Summing Squares

Summing Squares

Return the minimum number of perfect squares (1, 4, 9, 16, …) that sum to exactly n.

summingSquares(n)

Assume n >= 0 (and summingSquares(0) = 0).

Examples

summingSquares(12)   // → 3   (4 + 4 + 4)
summingSquares(9)    // → 1   (9)
summingSquares(6)    // → 3   (4 + 1 + 1)

Walkthrough

Reusing the min-change pattern with squares as the "coins"

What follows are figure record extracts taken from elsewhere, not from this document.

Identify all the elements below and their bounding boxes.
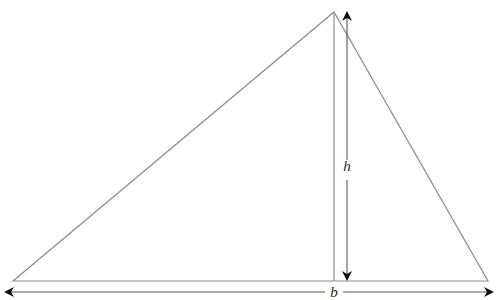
height-label: h [343, 158, 351, 174]
triangle-diagram: h b [0, 0, 498, 300]
triangle [13, 12, 488, 281]
base-label: b [330, 284, 338, 300]
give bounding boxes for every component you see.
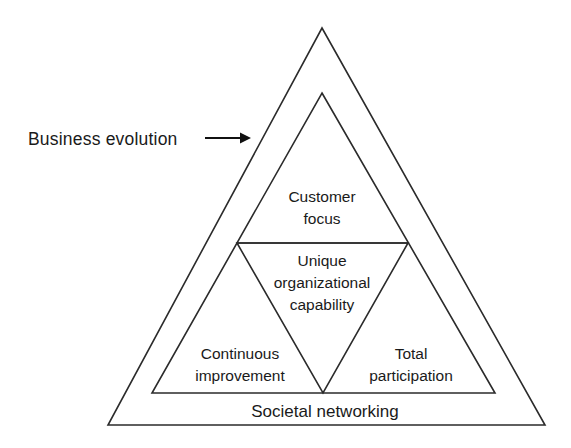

Structurally identical to coin change, except the "coins" are perfect squares (1, 4, 9, 16, ...) up to the target, determined by the amount itself rather than given directly. The last square used is some s*s not exceeding the amount; the minimum count is 1 plus the smallest "minimum squares for amount - s*s" over every valid s.

Base case

An amount of 0 needs zero squares.

Why naive recursion blows up

Different combinations of squares chosen in different orders land on the same remaining amount — using 4 then 1, or 1 then 4, leave the same remainder. The naive recursion re-solves that same remainder every time it's reached, even though the answer never changes. This compounds exponentially as the target grows.

The subproblem: remaining amount

The minimum squares needed depends only on the remaining amount, never on which squares got you there. Cache from remaining amount to minimum count. Check before recursing; otherwise try every square up to the amount, recurse on the remainder, take the minimum of 1 + result, cache, return.

Complexity payoff

Only n+1 distinct remaining amounts arise, each solved once, trying roughly √amount candidate squares — about O(n·√n) instead of exponential. Same pattern as coin-change minimization: the state is fully captured by the remaining target.